My wife taught me how to waltz. She would teach me on Saturdays and repair her skirts during the following week. I told her once that I thought I was too brainy to dance. She said she hadn't noticed that, but she thought I seemed to run too much to legs. My wife is not timid about telling me anything that she thinks will be for my good. When I make a mistake she is perfectly frank with me, and comes right to me and tells me about it, so that I won't do so again.

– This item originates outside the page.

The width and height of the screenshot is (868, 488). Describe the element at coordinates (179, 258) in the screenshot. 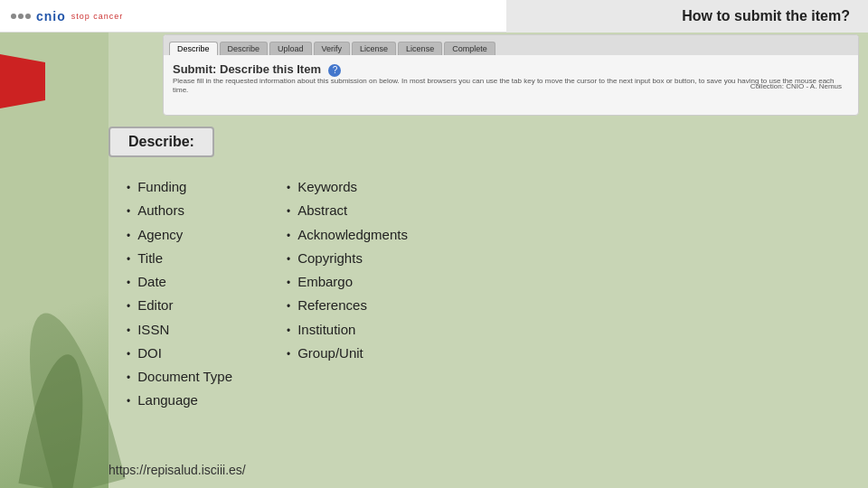

I see `list-item: •Title` at that location.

I had just learned how to reel around a ballroom to a little waltz music, when I was blown across the State of Mississippi in September last by a high wind, and broke one of my legs which I use in waltzing. When this accident occurred I had just got where I felt at liberty to choose a glorious being with starry eyes and fluffy hair, and magnificently modeled form, to steer me around the rink to the dreamy music of Strauss. One young lady, with whom I had waltzed a good deal, when she heard that my leg was broken, began to attend every dancing party she could hear of, although she had declined a great many previous to that. I asked her how she could be so giddy and so gay when I was suffering. She said she was doing it to drown her sorrow, but her little brother told me on the quiet that she was dancing while I was sick because she felt perfectly safe. A friend of mine says I have a pronounced and distinctly original manner of waltzing, and that he never saw anybody, with one exception, who waltzed as I did, and that was Jumbo. He claimed that either one of us would be a good dancer if he could have the whole ring to himself. He said that he would like to see Jumbo and me waltz together if he were not afraid that I would step on Jumbo and hurt him. You can see what a feeling of jealous hatred it arouses in some small minds when a man gets so that he can mingle in good society and enjoy himself.

I could waltz more easily if the rules did not require such a constant change of position. I am sedentary in my nature, slow to move about, so that it takes a lady of great strength of purpose to pull me around on time.